From that time until the present day there has been a steady increase in the number of students either majoring or electing certain courses in the Department. One has only to see the groups which gather in New Fogg to realize that the undergraduate is taking his aesthetics in a mood which is not merely that of a dilettante. His interest in the Fine Arts rises not from any artificial or forced impetus but from his own desire to investigate the field. And it is this tendency which would have delighted Charles Eliot Norton--for this is the manner with which he himself approached the subject. He loved the Fine Arts and anyone who shared that love was to him a kindred spirit. Through his own enthusiasm he led others to a like point of view.

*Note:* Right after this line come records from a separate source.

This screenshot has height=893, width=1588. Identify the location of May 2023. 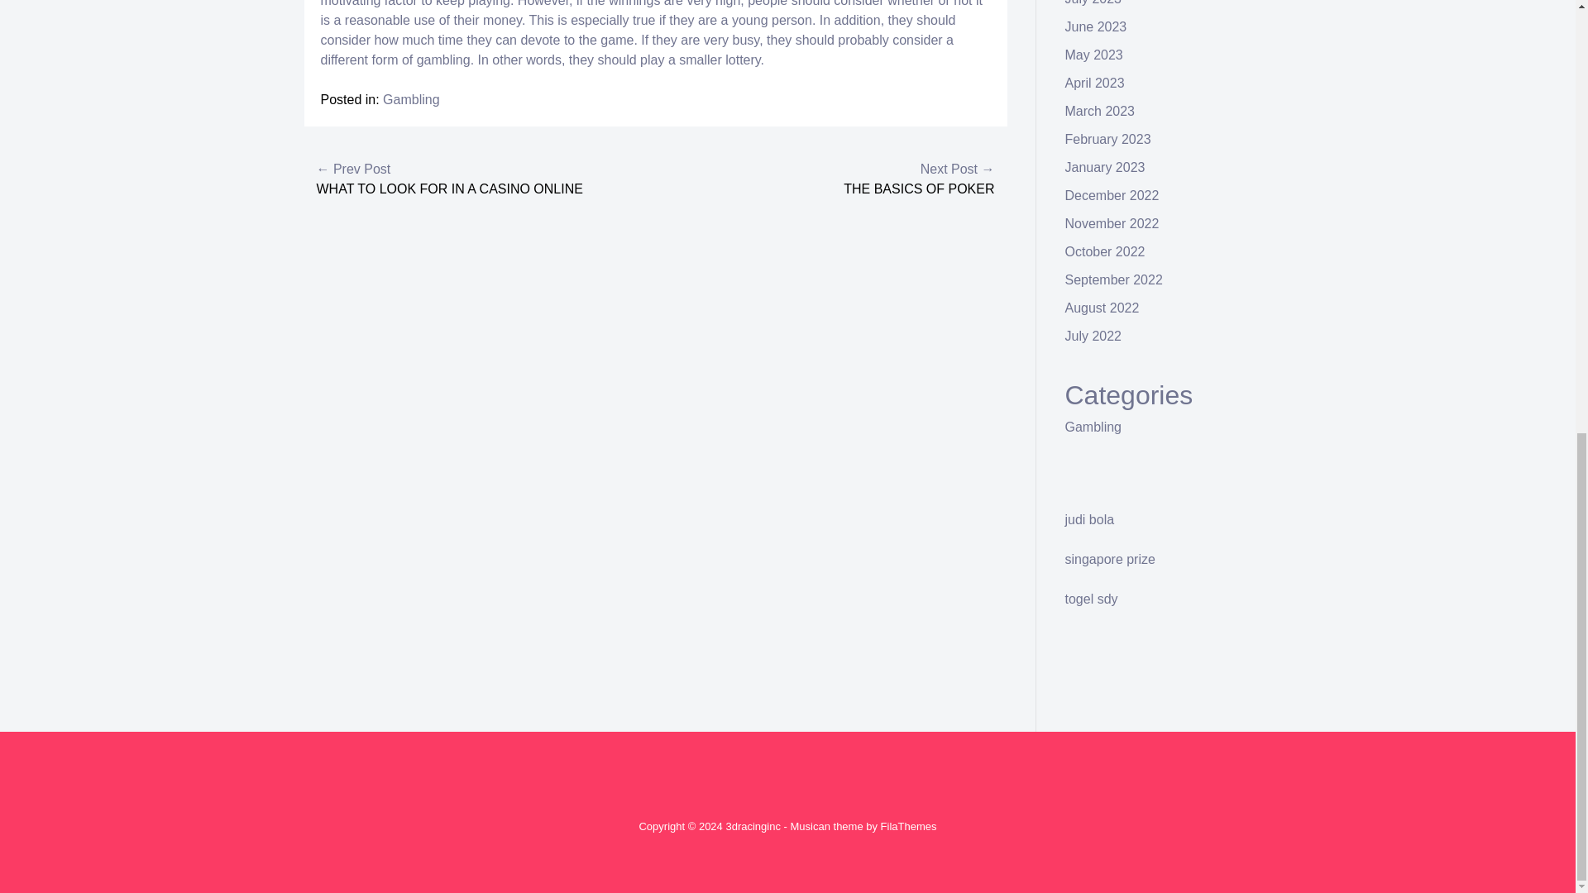
(1093, 55).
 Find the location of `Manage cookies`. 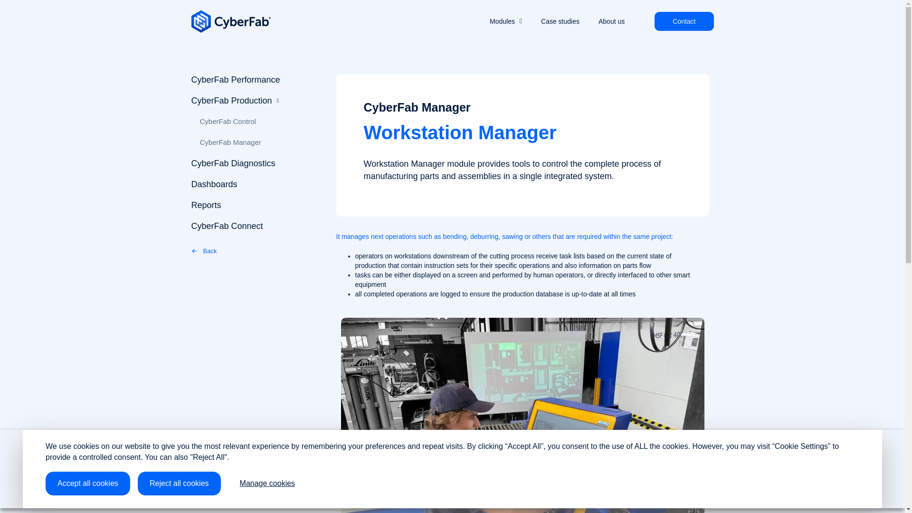

Manage cookies is located at coordinates (268, 484).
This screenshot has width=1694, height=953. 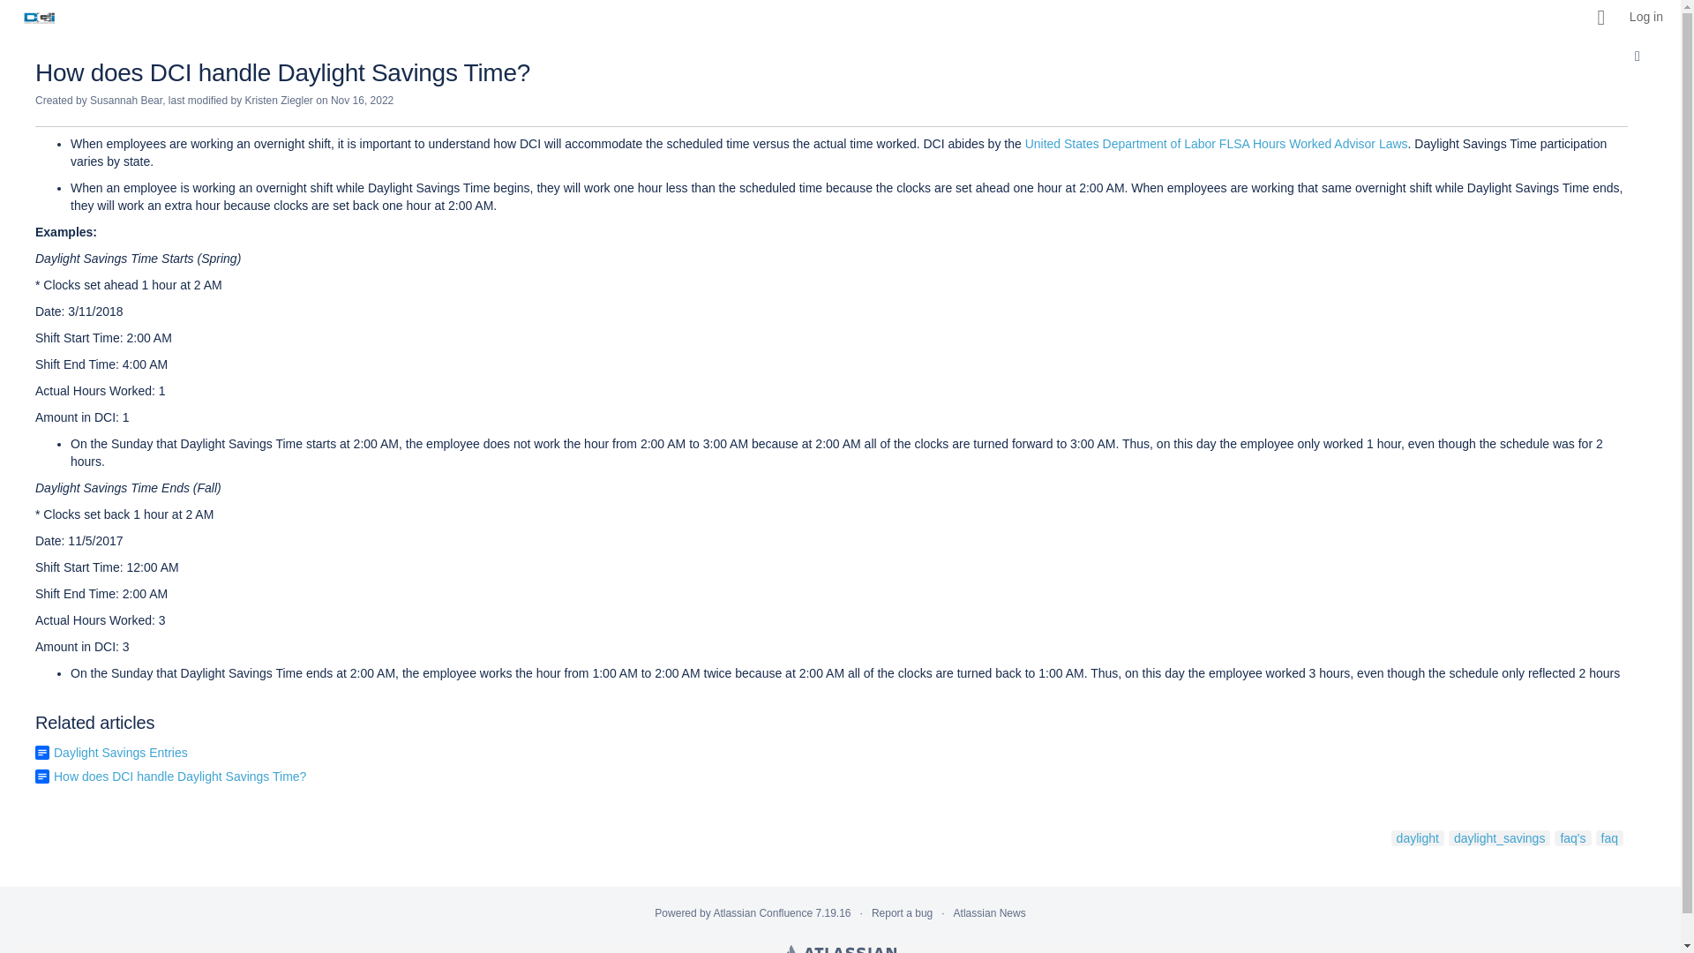 What do you see at coordinates (121, 752) in the screenshot?
I see `Daylight Savings Entries` at bounding box center [121, 752].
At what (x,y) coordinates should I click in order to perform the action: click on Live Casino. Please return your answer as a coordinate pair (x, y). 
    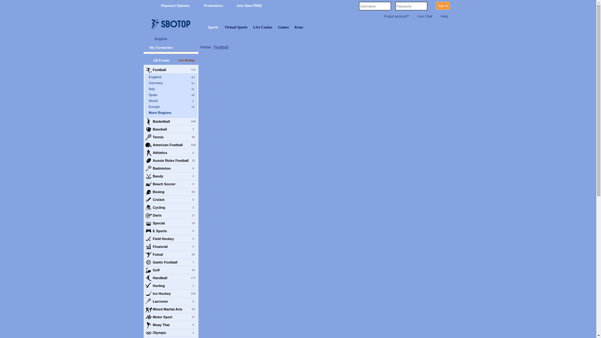
    Looking at the image, I should click on (263, 27).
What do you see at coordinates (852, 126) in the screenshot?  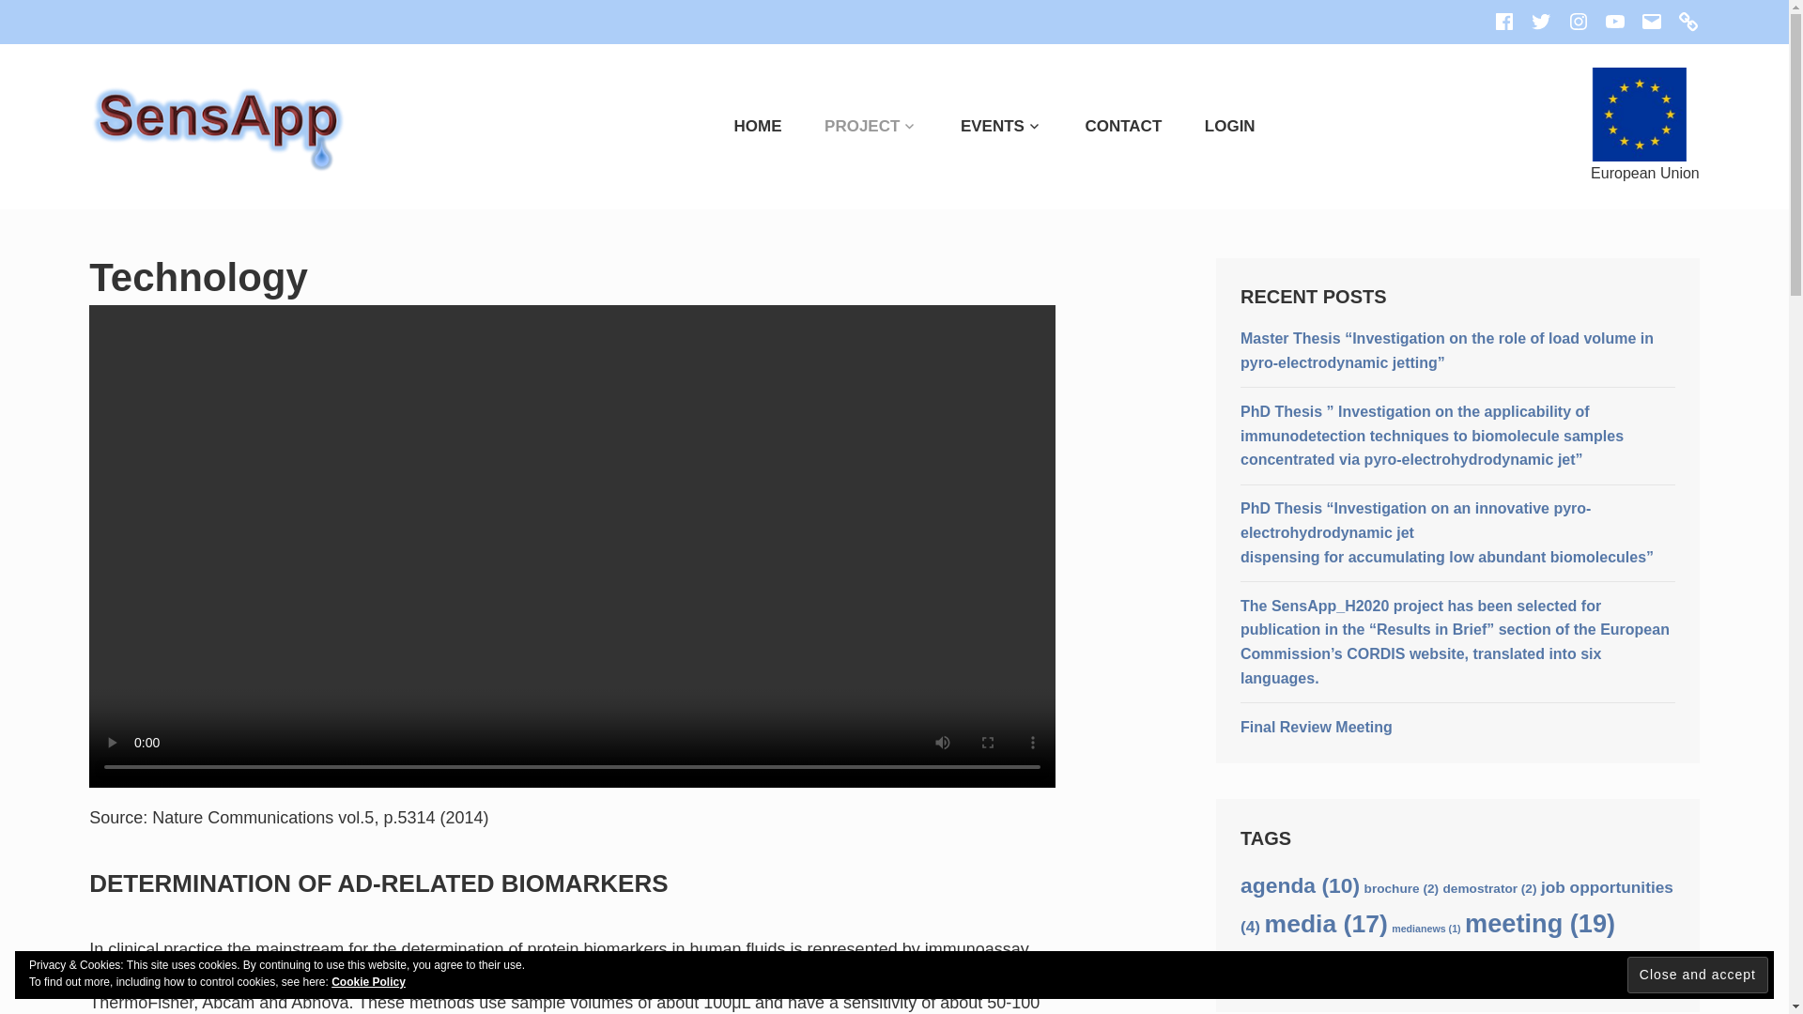 I see `PROJECT` at bounding box center [852, 126].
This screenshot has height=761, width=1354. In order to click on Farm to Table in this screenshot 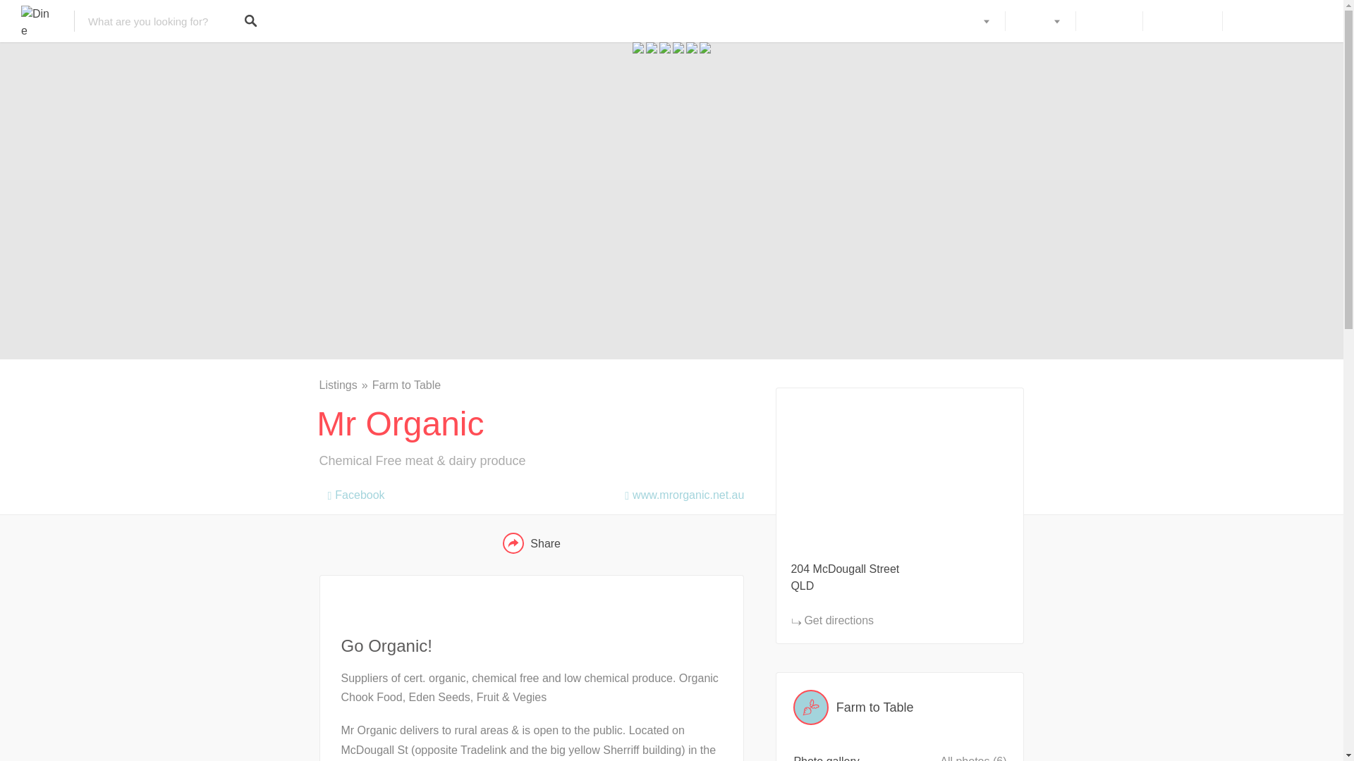, I will do `click(900, 708)`.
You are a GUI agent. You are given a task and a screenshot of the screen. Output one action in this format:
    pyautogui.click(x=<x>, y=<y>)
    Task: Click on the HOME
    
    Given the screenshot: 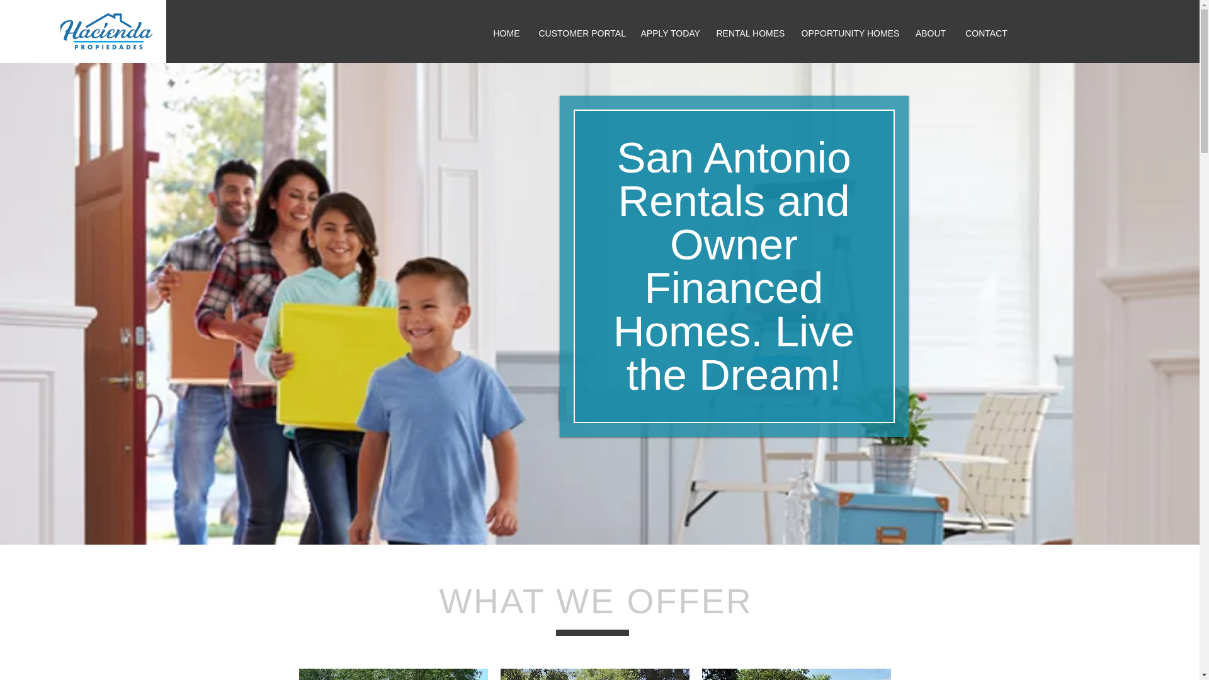 What is the action you would take?
    pyautogui.click(x=506, y=33)
    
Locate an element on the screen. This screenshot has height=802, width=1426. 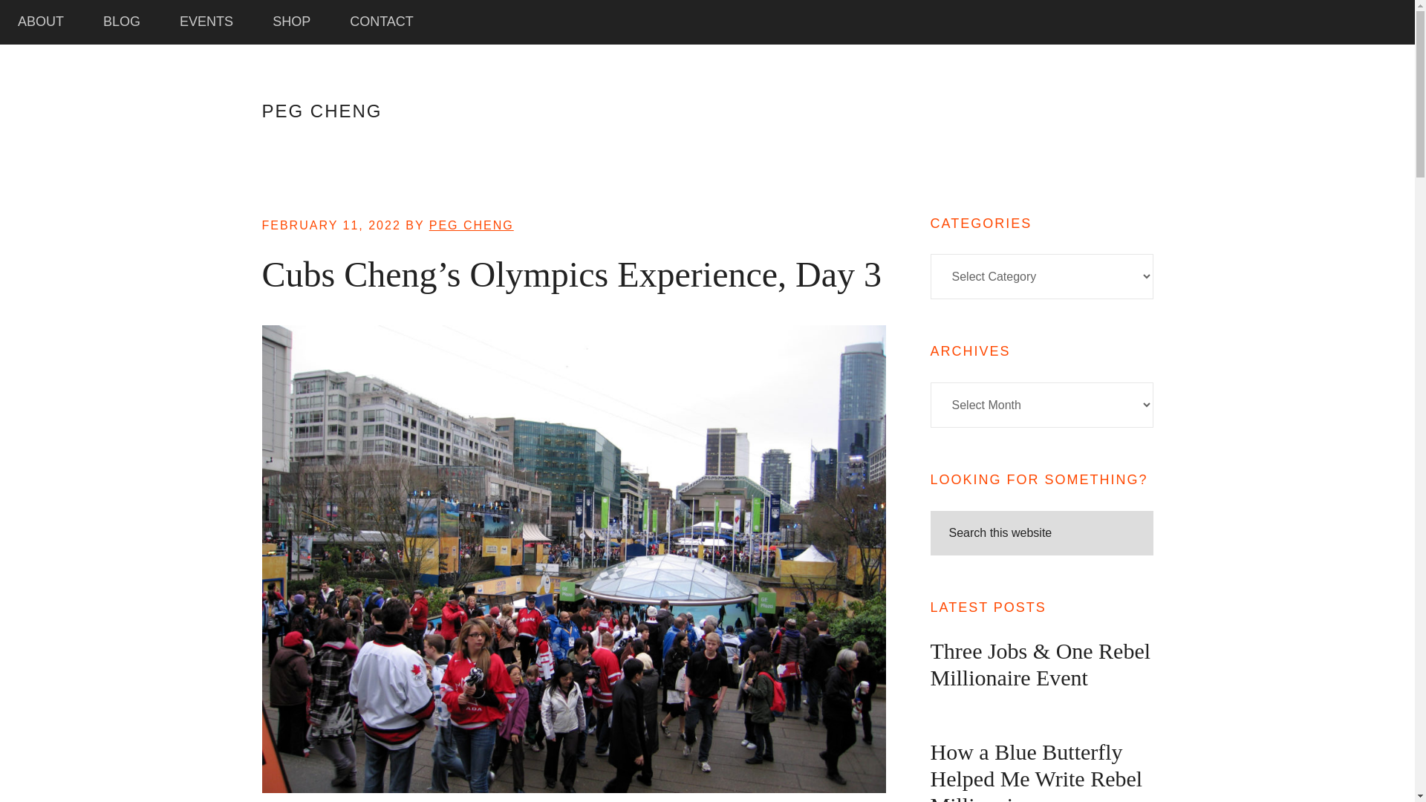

The undergraduate of today must needs rely on his elders for the personal praises and eulogies which are Professor Norton's due. It is to the older men, the men who were so fortunate as to be either his younger colleagues or his students that one must look for an exposition of Charles Eliot Norton, the man. Enough has been said, however, to make clear to the younger generation his general character and aims. On that basis one may well cite a tribute which Mr. Norton once made to another great teacher, a friend of his and a fellow worker in the interests of the University--his sketch of the life of Francis James Child. Concerning Professor Child Mr. Norton wrote these words, and they fit not only the man whom they describe but the man who penned them. "To those who had the happiness of intimacy with him, his learning and all that he accomplished seem but as secondary and accessory to the essential qualities of his character and his manner of life. He made a friend of every student who sought him for advice or direction, and gave his time willingly to serve interests not his own. He had the gifts which make social intercourse pleasant,--humor, readiness and felicity of expression, quick appreciation, and the resources of a wide culture at the command of a ready and retentive memory. When he died the world lost much more than one of its great scholars."

Such a summary of a man whom Mr. Norton greatly admired is not unfitting when considered in the light of his own character. One of a noble tradition of men who were worthy scholars and at the same time great teachers, Charles Eliot Norton left an influence on Harvard University which has yet to be dimmed. The study of the Fine Arts, to which he devoted his entire career, flourishes; and the respect for teachers whose humanity has not been crushed by their crudition still waxes, even though there appears at times to have been a temporary eclipse of such figures.